Reviewing Day Software’s CQ5 WCM
Several gray hairs and “at least an honorary CQ5 developer certification”
graciously extended to me by Day later — I am happy to share my thoughts on Day’s new WCM product version.
Overall, it’s fine. When the Almighty was giving out patience, I was the last one in line. And you need a lot of that patience thing when installing and working with CQ5. It is buggy, it is slow, it is not extremely intuitive and it takes time to iron things out — those things that are supposed to be accomplished with a “single click.”
Top 5 Things I like about CQ5
- GUI — it is nice and clean. Very airy, sleek and open. Not that AJAX is any new, Day did a good job with the new interface.
- DAM and Web 2.0 aspects
- Inline editing with drag-and-drop and Sidekick
- The idea of a Quickstart file, esp. as it applies to backup, recovery and customer support hassles
- Day’s CQ5 WCM entire technology stack. Many Stone-Age-stuck CMS competitors (and their developers) will be jealous
Top 5 Things I Dislike About CQ5
- GUI — and new browser windows, lots of them. Every single breath you take in CQ5 (or even an intention of such) results either in multiple pop-ups or new windows. Depending on which mode you’re working in, you are doomed to (sooner or later) be buried under a massive amount of browser windows. Not good. That’s why God invented tabs and other clever ways of designing GUI’s.

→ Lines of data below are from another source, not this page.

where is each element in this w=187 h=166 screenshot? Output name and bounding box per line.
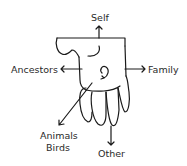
label-other: Other <box>98 149 125 159</box>
hand-diagram: Self Ancestors Family Animals Birds Othe… <box>0 0 187 166</box>
label-self: Self <box>91 13 109 23</box>
label-ancestors: Ancestors <box>11 65 58 75</box>
label-family: Family <box>148 65 179 75</box>
hand-icon <box>0 0 187 166</box>
label-birds: Birds <box>46 143 70 153</box>
label-animals: Animals <box>40 131 78 141</box>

- Until things change, you will not be able to install CQ5 without customer support holding your hand, which can be true with any WCM system. I was lucky to have some help, but, gee, was the process far from how it is described in the documentation. BUT, it was in fact the fastest WCM installation I have ever seen.

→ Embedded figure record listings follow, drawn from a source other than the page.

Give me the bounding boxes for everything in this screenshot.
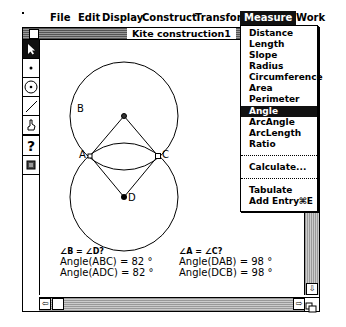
segment-tool[interactable] — [23, 97, 39, 116]
measure-angle-abc[interactable]: Angle(ABC) = 82 ° — [60, 256, 153, 267]
menu-file[interactable]: File — [50, 11, 70, 25]
menu-item-ratio[interactable]: Ratio — [241, 139, 317, 150]
circle-icon — [24, 80, 38, 94]
text-tool[interactable] — [23, 116, 39, 136]
menu-display[interactable]: Display — [102, 11, 143, 25]
scroll-left-arrow-icon[interactable]: ⇦ — [39, 298, 51, 310]
menu-item-tabulate[interactable]: Tabulate — [241, 185, 317, 196]
question-mark-icon: ? — [27, 138, 35, 154]
point-b — [122, 114, 127, 119]
horizontal-scroll-thumb[interactable] — [52, 298, 64, 310]
menu-item-area[interactable]: Area — [241, 83, 317, 94]
circle-tool[interactable] — [23, 78, 39, 97]
label-d[interactable]: D — [128, 192, 136, 203]
menu-edit[interactable]: Edit — [78, 11, 100, 25]
menu-item-calculate[interactable]: Calculate... — [241, 162, 317, 173]
point-c — [156, 154, 161, 159]
caption-a-equals-c[interactable]: ∠A = ∠C? — [179, 247, 272, 256]
resize-icon — [305, 302, 317, 313]
menu-item-arcangle[interactable]: ArcAngle — [241, 117, 317, 128]
menu-item-angle[interactable]: Angle — [241, 106, 317, 117]
menu-work[interactable]: Work — [296, 11, 325, 25]
measurement-group-left: ∠B = ∠D? Angle(ABC) = 82 ° Angle(ADC) = … — [60, 247, 153, 278]
point-icon — [26, 63, 36, 73]
label-b[interactable]: B — [77, 103, 84, 114]
segment-icon — [24, 99, 38, 113]
label-a[interactable]: A — [79, 149, 86, 160]
menu-separator — [241, 155, 317, 156]
measure-menu-dropdown: Distance Length Slope Radius Circumferen… — [240, 25, 318, 212]
arrow-tool[interactable] — [23, 40, 39, 59]
measurement-group-right: ∠A = ∠C? Angle(DAB) = 98 ° Angle(DCB) = … — [179, 247, 272, 278]
caption-b-equals-d[interactable]: ∠B = ∠D? — [60, 247, 153, 256]
close-box[interactable] — [29, 29, 39, 39]
command-e-shortcut: ⌘E — [299, 196, 314, 207]
measure-angle-dcb[interactable]: Angle(DCB) = 98 ° — [179, 267, 272, 278]
horizontal-scrollbar[interactable]: ⇦ ⇨ — [39, 297, 305, 311]
point-tool[interactable] — [23, 59, 39, 78]
script-icon — [25, 159, 37, 171]
scroll-down-arrow-icon[interactable]: ⇩ — [306, 283, 318, 295]
hand-pencil-icon — [25, 118, 37, 132]
measure-angle-dab[interactable]: Angle(DAB) = 98 ° — [179, 256, 272, 267]
menu-separator — [241, 178, 317, 179]
add-entry-label: Add Entry — [249, 196, 299, 206]
menubar: File Edit Display Construct Transform Me… — [30, 11, 330, 25]
size-box[interactable] — [304, 297, 319, 311]
menu-item-circumference[interactable]: Circumference — [241, 72, 317, 83]
point-d — [121, 194, 127, 200]
menu-item-perimeter[interactable]: Perimeter — [241, 94, 317, 105]
arrow-icon — [26, 43, 36, 55]
menu-item-slope[interactable]: Slope — [241, 50, 317, 61]
label-c[interactable]: C — [162, 149, 169, 160]
menu-item-distance[interactable]: Distance — [241, 28, 317, 39]
menu-item-radius[interactable]: Radius — [241, 61, 317, 72]
menu-item-arclength[interactable]: ArcLength — [241, 128, 317, 139]
window-title: Kite construction1 — [127, 28, 236, 39]
menubar-artifact-dot — [22, 12, 24, 14]
info-tool[interactable]: ? — [23, 137, 39, 156]
toolbox: ? — [23, 40, 40, 295]
point-a — [88, 154, 92, 158]
measure-angle-adc[interactable]: Angle(ADC) = 82 ° — [60, 267, 153, 278]
script-tool[interactable] — [23, 156, 39, 175]
menu-item-length[interactable]: Length — [241, 39, 317, 50]
menu-item-add-entry[interactable]: Add Entry ⌘E — [241, 196, 317, 207]
menu-measure[interactable]: Measure — [240, 11, 296, 25]
menu-construct[interactable]: Construct — [142, 11, 197, 25]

- Speaking of the devil… Documentation. I’ve suffered through much poorly-written WCM documentation. Compared to competition, Day does a decent job. However, given the fact that the entire software package ships in a single executable .jar file, it is kinda silly to overburden it with duplicate documents in two formats: HTML and PDF. As far as I am concerned, HTML belongs on the Web. Downsize the docs, the new product is overwhelming as it is.
- Workflow design and user management are a tad convoluted. Yes, you don’t need to design it in Visio or Eclipse and, supposedly, any business user can design a workflow; but it is so granular, yet flexible, it is almost unusable. I like the AND and OR split functions though. User management imho should be less willy-nilly with more structure, thought and BPM rules behind it.

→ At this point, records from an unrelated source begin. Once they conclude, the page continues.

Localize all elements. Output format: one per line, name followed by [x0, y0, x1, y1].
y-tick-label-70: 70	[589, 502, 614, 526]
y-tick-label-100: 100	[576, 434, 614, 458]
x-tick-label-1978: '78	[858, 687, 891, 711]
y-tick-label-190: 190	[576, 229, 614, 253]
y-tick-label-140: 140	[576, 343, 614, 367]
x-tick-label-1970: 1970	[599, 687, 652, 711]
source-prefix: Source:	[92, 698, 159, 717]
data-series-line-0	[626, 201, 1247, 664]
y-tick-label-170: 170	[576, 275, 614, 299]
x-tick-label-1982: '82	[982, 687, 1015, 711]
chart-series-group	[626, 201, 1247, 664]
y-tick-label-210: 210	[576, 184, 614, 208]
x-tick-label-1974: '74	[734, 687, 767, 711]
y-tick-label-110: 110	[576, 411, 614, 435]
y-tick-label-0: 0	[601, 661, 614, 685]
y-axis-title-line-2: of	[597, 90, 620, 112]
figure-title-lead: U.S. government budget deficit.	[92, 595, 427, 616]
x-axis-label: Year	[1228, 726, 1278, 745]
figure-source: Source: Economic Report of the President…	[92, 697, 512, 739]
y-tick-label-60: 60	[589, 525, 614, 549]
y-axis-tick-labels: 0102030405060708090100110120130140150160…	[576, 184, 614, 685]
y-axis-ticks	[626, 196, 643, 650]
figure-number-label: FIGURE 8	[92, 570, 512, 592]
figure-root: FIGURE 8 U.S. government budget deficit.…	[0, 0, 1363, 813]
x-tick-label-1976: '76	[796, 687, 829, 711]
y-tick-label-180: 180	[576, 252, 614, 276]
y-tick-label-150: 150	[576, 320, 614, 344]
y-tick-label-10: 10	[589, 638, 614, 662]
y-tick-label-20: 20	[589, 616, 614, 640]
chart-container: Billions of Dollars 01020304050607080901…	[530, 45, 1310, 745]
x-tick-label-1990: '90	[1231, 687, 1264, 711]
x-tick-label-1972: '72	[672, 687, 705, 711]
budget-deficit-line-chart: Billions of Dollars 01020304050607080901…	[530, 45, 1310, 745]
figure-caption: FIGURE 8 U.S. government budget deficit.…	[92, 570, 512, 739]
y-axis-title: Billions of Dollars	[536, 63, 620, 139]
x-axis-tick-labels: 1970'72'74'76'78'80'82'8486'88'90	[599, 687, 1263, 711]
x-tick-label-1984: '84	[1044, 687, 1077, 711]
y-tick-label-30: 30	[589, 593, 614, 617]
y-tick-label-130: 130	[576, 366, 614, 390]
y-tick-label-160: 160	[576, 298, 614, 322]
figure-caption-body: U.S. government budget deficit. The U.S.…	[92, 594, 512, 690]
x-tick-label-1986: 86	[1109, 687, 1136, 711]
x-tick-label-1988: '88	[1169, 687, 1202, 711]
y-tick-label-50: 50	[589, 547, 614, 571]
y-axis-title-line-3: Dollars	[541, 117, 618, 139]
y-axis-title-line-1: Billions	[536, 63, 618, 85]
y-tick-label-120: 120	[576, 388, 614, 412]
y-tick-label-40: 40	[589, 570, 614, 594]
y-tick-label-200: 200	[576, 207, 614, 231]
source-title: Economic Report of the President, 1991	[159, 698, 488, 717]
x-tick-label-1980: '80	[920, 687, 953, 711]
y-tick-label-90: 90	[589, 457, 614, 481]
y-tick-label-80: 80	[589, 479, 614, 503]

- The fact that I didn’t have more time to play with CQ5 before publishing this review.
In general, my initial excitement about CQ5 has paid off. It is much fun exploring new product versions. Esp., when you get a chance to play many user roles from sys admin to end user. Thanks to Day and, esp., to Cochrane for taking me along for the ride. It’s an admirable move for any CMS vendor to allow this type of media access to a hot-off-the-press build.